As part of the federal Clean Air Act, Maine and the 10 other states within the OTR are required to impose tougher controls on industries that emit nitrogen oxide and volatile organic compounds, the two key components of smog. Ground-level ozone irritates the lungs and can cause serious health problems in the elderly, the very young or individuals with asthma or other breathing impairments.
In their petition to federal regulators, DEP officials noted that the entire state has met federal standards for ground-level ozone since 2007 and that most of the areas that would be removed have never been in “non-attainment.” The EPA has already granted previous waiver requests from the Ozone Transport Region – submitted by Govs. Angus King, John Baldacci and Paul LePage – without harming the state’s air quality, the department said.
“Granting the petition will not degrade the air quality in Maine or in any other state,” the DEP wrote in a summary of the petition. “Required (pollution) controls for existing facilities in Maine will not be relaxed upon removal of portions of the state from the OTR, thus ensuring that air quality does not degrade.”
Environmental and health groups sought to debunk those assurances Monday, however.
Dylan Voorhees, clean energy director for the Natural Resources Council of Maine, said the purpose of the DEP’s request is to allow new or expanding businesses to emit more ozone-causing pollutants by not subjecting them to tighter standards.
“The claim in the petition that the proposal will not degrade air quality, we think, is false,” Voorhees said. “Unless there are no new or expanded facilities, emissions will increase, which will affect our air quality.”
Dr. Marguerite Pennoyer, an allergy and immunology specialist from Scarborough, compared the health impacts of ground-level ozone to “a sunburn on the lungs” that is particularly dangerous to those with asthma.
“The proposal . . . is based on the premise that we can relax provisions in the Clean Air Act that have been working for decades because progress has been made in cleaning up the air,” said Pennoyer, a member of the leadership board of the American Lung Association in Maine. “While it is certainly correct that we have made improvement, we are not in a position to declare victory. It’s especially alarming to make changes here in Maine at a time when the Trump administration and many in Congress are trying to roll back policies that have led to this improvement.”
But supporters, who outnumbered opponents 3 to 1 during Monday’s hearing, said the tougher OTR regulations have unnecessarily driven up costs and, in some cases, cost jobs.

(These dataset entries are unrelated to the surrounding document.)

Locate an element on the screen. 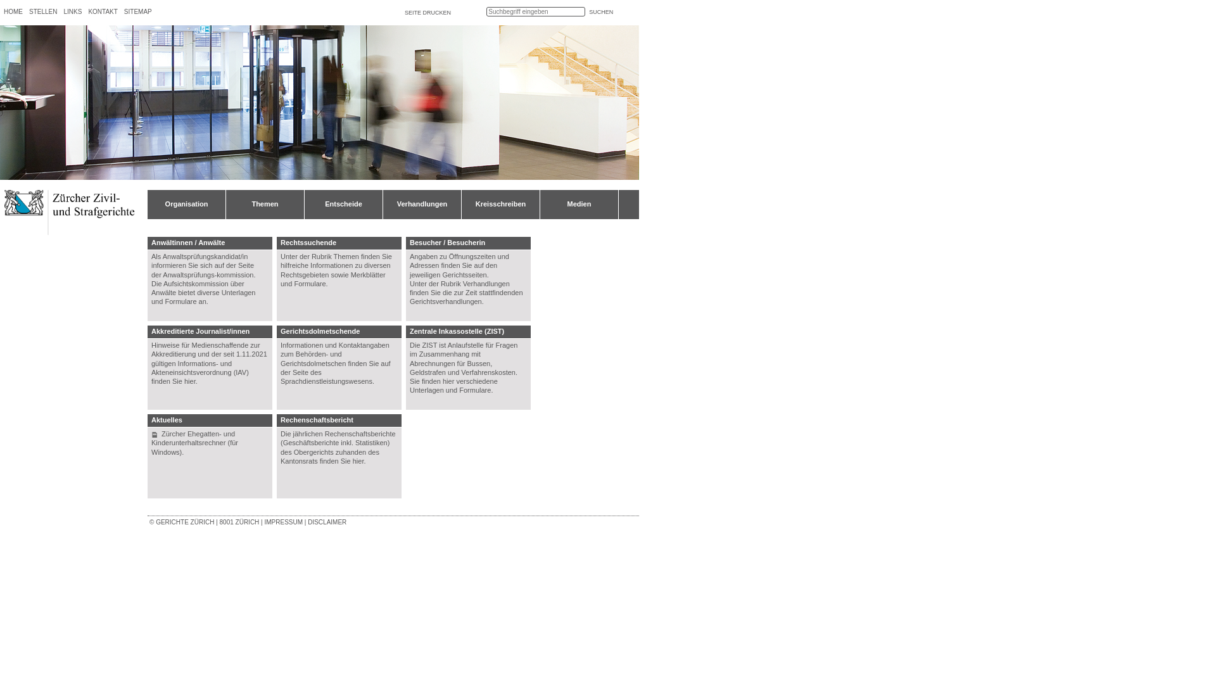 This screenshot has width=1216, height=684. Organisation is located at coordinates (186, 209).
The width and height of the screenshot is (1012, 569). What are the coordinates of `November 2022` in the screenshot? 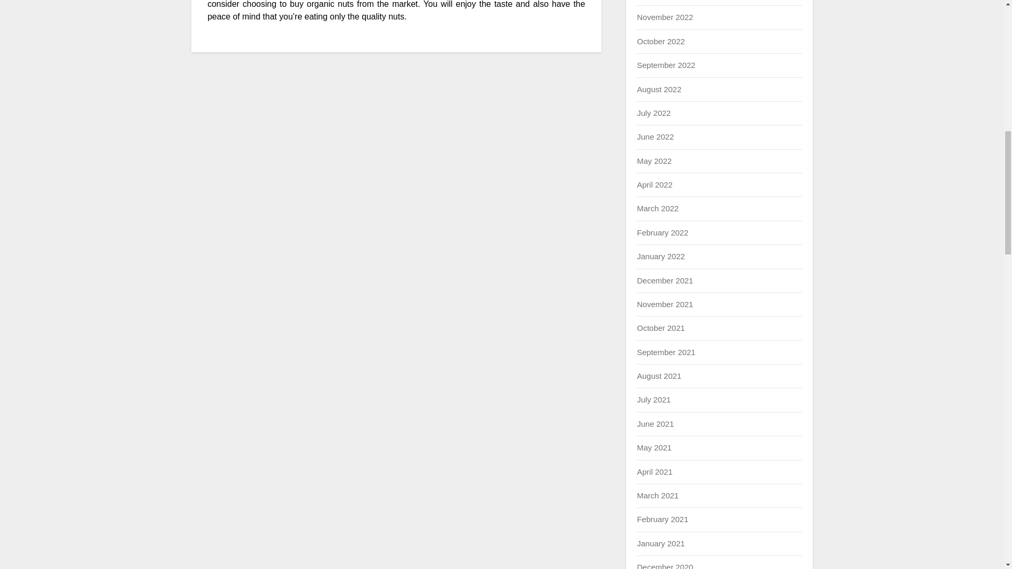 It's located at (665, 17).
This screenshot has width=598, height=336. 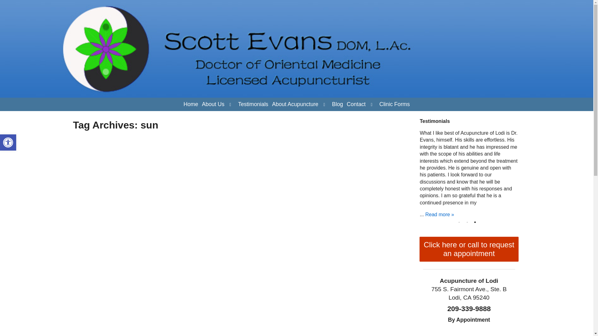 What do you see at coordinates (213, 105) in the screenshot?
I see `Clinic Forms` at bounding box center [213, 105].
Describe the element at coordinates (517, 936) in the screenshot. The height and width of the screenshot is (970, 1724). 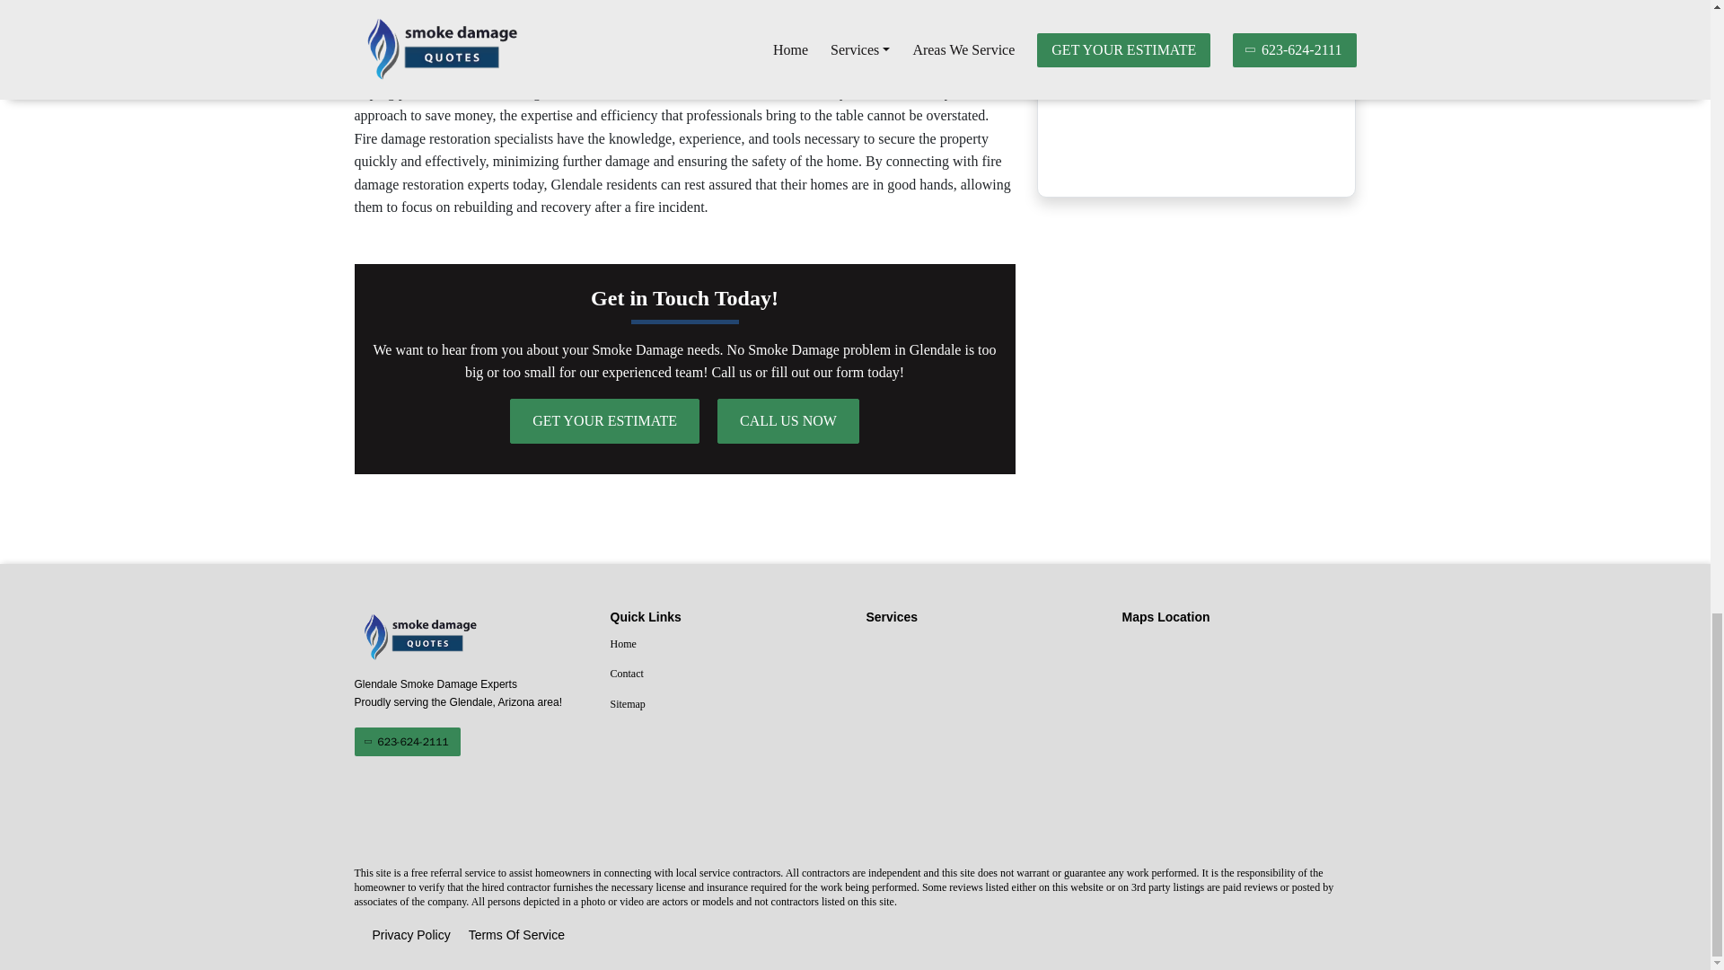
I see `Terms Of Service` at that location.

Stratton Lumber recently completed a conversion to a “continuous dry kiln” system – the first in the Northeast – that improves efficiency and output at the mill. But Allan Ryder, president of the Timber Resource Group that runs the Stratton Lumber and Fontaine sawmills, said the company had to accept lower production limits to avoid triggering “the more difficult and burdensome” emissions controls required under the OTR. Otherwise, Stratton would have to purchase VOC emissions offset credits potentially costing millions of dollars, he said.

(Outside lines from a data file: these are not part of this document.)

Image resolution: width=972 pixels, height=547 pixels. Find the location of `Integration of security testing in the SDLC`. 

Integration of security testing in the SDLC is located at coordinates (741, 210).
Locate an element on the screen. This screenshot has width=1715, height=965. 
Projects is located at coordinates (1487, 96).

Scott Beal with St. Croix Tissue mill in Baileyville said the company faced having to purchase 185 tons of offsets for VOCs and nitrogen oxide in order to add new tissue machines. St. Croix Tissue ultimately avoided that expense by surrendering an air emissions license at another facility no longer in operation. But if that option had not been available, Beal said, the company would have had to spend $765,000 to $2 million on offsets that he said would not benefit the state and are not required at competitor mills in non-OTR states or Canadian provinces.
“We would have been just as well-off by taking three-quarters-of-a-million dollars out in the parking lot and burning it for all of the good that would have come of it,” Beal said.
The DEP accepted comment on the proposal through Aug. 10.